If I get to enough tournaments and make enough connections and write enough engaging work, I’ll get an opportunity to write for a website or publication that actually pays freelancers. Even so, as the media employment world becomes more fractured and steady work becomes harder to find, I’ll be in the same scramble to find work as current journalists are to hold onto work.

Sportswriters Working For Free, Version 2.0

The sports world is moving away from hard core journalism and towards a focus on fan participation.

honk-if-you-dont-exist-02222.jpg
Last week I talked about Sports Illustrated laying off employees while simultaneously purchasing FanNation.com. The original content on FanNation consists of fan blogs which are written for free. My take was that paid employees with benefits were being exchanged for volunteer employees without benefits. Lynn Berenbaum of offthebaseline.com left a number of very good comments about the role of hardcore journalists versus bloggers and this week’s Time Magazine joins us in the discussion.

In an article titled “Getting Rich Off Those Who Work For Free”, Justin Fox points out that software writers work for free too. If you’re using Firefox (what the hell does that name mean?) to view this post or log into Wikipedia to find out what Goran Ivanisevic’s ranking was when he won Wimbledon in 2001 (answer: 125), you’re benefiting from volunteer labor. Wikipedia is written by a consortium of volunteers and Firefox is open source software meaning that it’s also written by volunteers.

According to the Time article, the world of software seems to be humming along just fine with a mixture of paid and unpaid workers. IBM may charge huge money to install the open source operating system Linux on its computers but volunteers can make money as Linux consultants.

As for the internet media world, things are not so clear. Take YouTube for instance. YouTube is the first honest-to-goodness internet television station. It’s as if major networks, cable outlets, and the satellite stations all got together and decided to stream on one site. You could get anything you wanted from the television world just by logging on to YouTube.

Now that YouTube has been bought by Google, a lot of those pirated clips are being taken down but a lot of them will stay because YouTube is making deals with television producers to share the online advertising income from those clips.

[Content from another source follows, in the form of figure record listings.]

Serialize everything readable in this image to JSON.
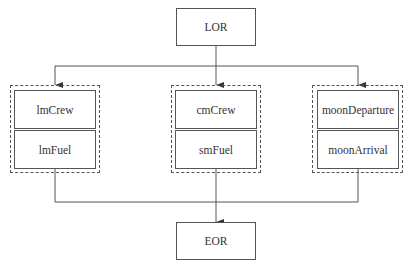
{
  "diagram": {
    "top_node": {
      "label": "LOR"
    },
    "bottom_node": {
      "label": "EOR"
    },
    "groups": [
      {
        "nodes": [
          {
            "label": "lmCrew"
          },
          {
            "label": "lmFuel"
          }
        ]
      },
      {
        "nodes": [
          {
            "label": "cmCrew"
          },
          {
            "label": "smFuel"
          }
        ]
      },
      {
        "nodes": [
          {
            "label": "moonDeparture"
          },
          {
            "label": "moonArrival"
          }
        ]
      }
    ],
    "edges": [
      {
        "from": "LOR",
        "to": "group-1"
      },
      {
        "from": "LOR",
        "to": "group-2"
      },
      {
        "from": "LOR",
        "to": "group-3"
      },
      {
        "from": "group-1",
        "to": "EOR"
      },
      {
        "from": "group-2",
        "to": "EOR"
      },
      {
        "from": "group-3",
        "to": "EOR"
      }
    ],
    "colors": {
      "line": "#555555",
      "background": "#ffffff"
    }
  }
}
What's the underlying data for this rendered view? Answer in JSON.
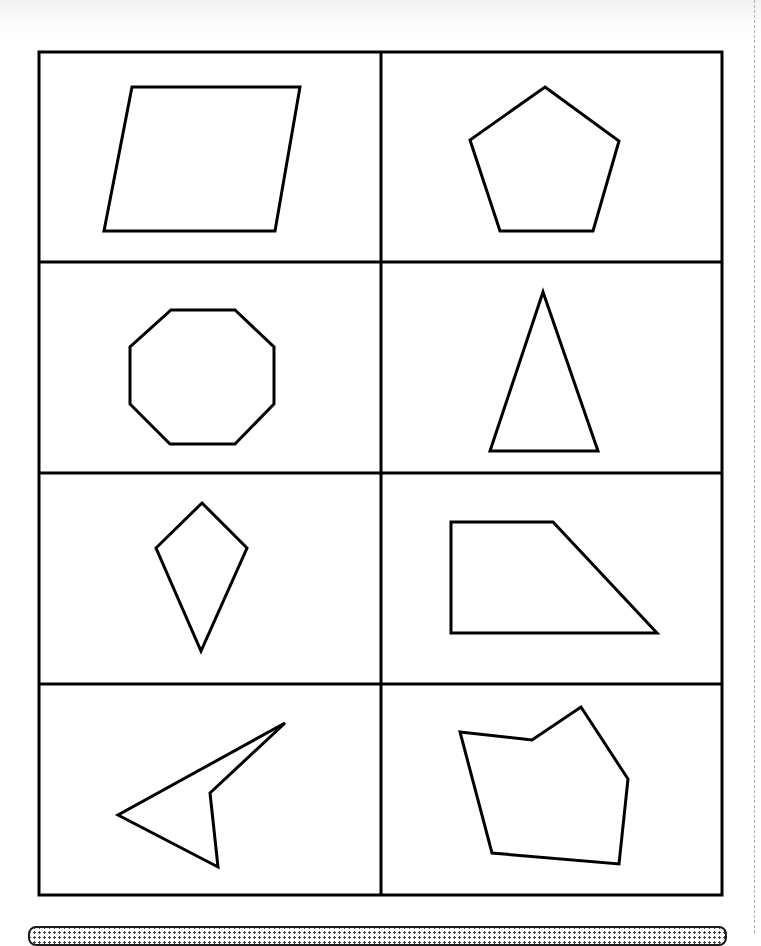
{
  "worksheet": {
    "grid": {
      "rows": 4,
      "columns": 2,
      "outer_box": {
        "x": 39,
        "y": 52,
        "width": 683,
        "height": 843
      },
      "column_divider_x": 381,
      "row_divider_y": [
        262,
        473,
        684
      ],
      "stroke_color": "#000000"
    },
    "cells": [
      {
        "id": "r1c1",
        "shape": "parallelogram",
        "points": "132,87 300,87 275,231 104,231"
      },
      {
        "id": "r1c2",
        "shape": "regular-pentagon",
        "points": "545,87 619,141 593,231 500,231 470,140"
      },
      {
        "id": "r2c1",
        "shape": "octagon",
        "points": "171,310 235,310 274,347 274,404 235,444 170,444 130,404 130,347"
      },
      {
        "id": "r2c2",
        "shape": "isosceles-triangle",
        "points": "543,292 598,451 490,451"
      },
      {
        "id": "r3c1",
        "shape": "kite",
        "points": "202,503 247,548 201,651 156,548"
      },
      {
        "id": "r3c2",
        "shape": "right-trapezoid",
        "points": "451,522 553,522 657,633 451,633"
      },
      {
        "id": "r4c1",
        "shape": "concave-quadrilateral-dart",
        "points": "285,723 210,793 218,867 118,815"
      },
      {
        "id": "r4c2",
        "shape": "concave-hexagon",
        "points": "460,732 532,740 581,707 628,779 619,864 492,853"
      }
    ],
    "shape_stroke_width": 3,
    "border_stroke_width": 3
  }
}
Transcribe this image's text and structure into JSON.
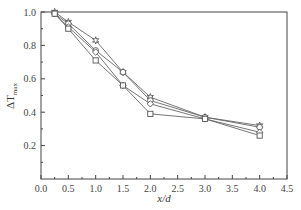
{
  "chart_data": {
    "type": "line",
    "title": "",
    "xlabel": "x/d",
    "ylabel": "ΔT_max",
    "ylabel_main": "ΔT",
    "ylabel_sub": "max",
    "xlim": [
      0.0,
      4.5
    ],
    "ylim": [
      0.0,
      1.0
    ],
    "xticks": [
      "0.0",
      "0.5",
      "1.0",
      "1.5",
      "2.0",
      "2.5",
      "3.0",
      "3.5",
      "4.0",
      "4.5"
    ],
    "yticks": [
      "0.2",
      "0.4",
      "0.6",
      "0.8",
      "1.0"
    ],
    "grid": false,
    "legend": "none",
    "x": [
      0.25,
      0.5,
      1.0,
      1.5,
      2.0,
      3.0,
      4.0
    ],
    "series": [
      {
        "name": "star",
        "marker": "star",
        "values": [
          1.0,
          0.94,
          0.83,
          0.64,
          0.49,
          0.37,
          0.32
        ]
      },
      {
        "name": "circle",
        "marker": "circle",
        "values": [
          0.99,
          0.93,
          0.77,
          0.64,
          0.47,
          0.37,
          0.31
        ]
      },
      {
        "name": "diamond",
        "marker": "diamond",
        "values": [
          0.99,
          0.91,
          0.76,
          0.56,
          0.45,
          0.36,
          0.28
        ]
      },
      {
        "name": "square",
        "marker": "square",
        "values": [
          0.99,
          0.9,
          0.71,
          0.56,
          0.39,
          0.36,
          0.26
        ]
      }
    ]
  }
}
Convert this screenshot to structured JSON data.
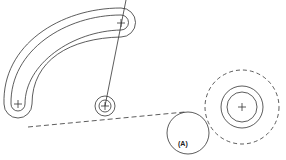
{
  "diagram": {
    "type": "mechanical-drawing",
    "stroke_color": "#333333",
    "background": "#ffffff",
    "labels": {
      "circle_a": "(A)"
    },
    "elements": [
      {
        "name": "curved-slot",
        "description": "Curved slot with rounded ends, two concentric outlines"
      },
      {
        "name": "small-concentric-circles",
        "description": "Small pivot with two concentric circles and center mark"
      },
      {
        "name": "large-concentric-circles",
        "description": "Two solid concentric circles inside a dashed circle, with center mark"
      },
      {
        "name": "circle-a",
        "description": "Circle labelled (A) tangent to dashed circle"
      },
      {
        "name": "radial-line",
        "description": "Line passing through slot end center and small pivot center"
      },
      {
        "name": "dashed-tangent-line",
        "description": "Dashed line from slot outline to circle A"
      }
    ]
  }
}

What about the volunteers who provide programming for Youtube in the form of user uploaded clips? YouTube co-founder Chad Hurley announced in January at the World Economic Forum that YouTube will start sharing revenues with these users. By the way, World Economic Forum? Jeez, that tells you how big YouTube is in case you’ve been off-planet for the past year or so.

How is the “gift economy” shaping up in the sports world? Sports Illustrated bought FanNation so it could make its site more fancentric. The sports world is moving away from hard core journalism and towards a focus on fan participation. It started with fantasy sports – CNNMoney reports that there are between 15 million and 18 million fantasy sports players in the U.S., fan blogging sites joined in, and now fan sites are being bought for big bucks.

Financially there’s not much difference between writing for a fan site and being an independent blogger. The independent blogger gets all of the ad income on their site but they also have to maintain it. The major benefit of writing for a fan site is exposure. For instance, I get press credentials to tennis tournaments because MVN has such a big readership – around 20 to 30 million hits a month. I’ve also appeared on an online radio show through a connection at my site.

If I get to enough tournaments and make enough connections and write enough engaging work, I’ll get an opportunity to write for a website or publication that actually pays freelancers. Even so, as the media employment world becomes more fractured and steady work becomes harder to find, I’ll be in the same scramble to find work as current journalists are to hold onto work.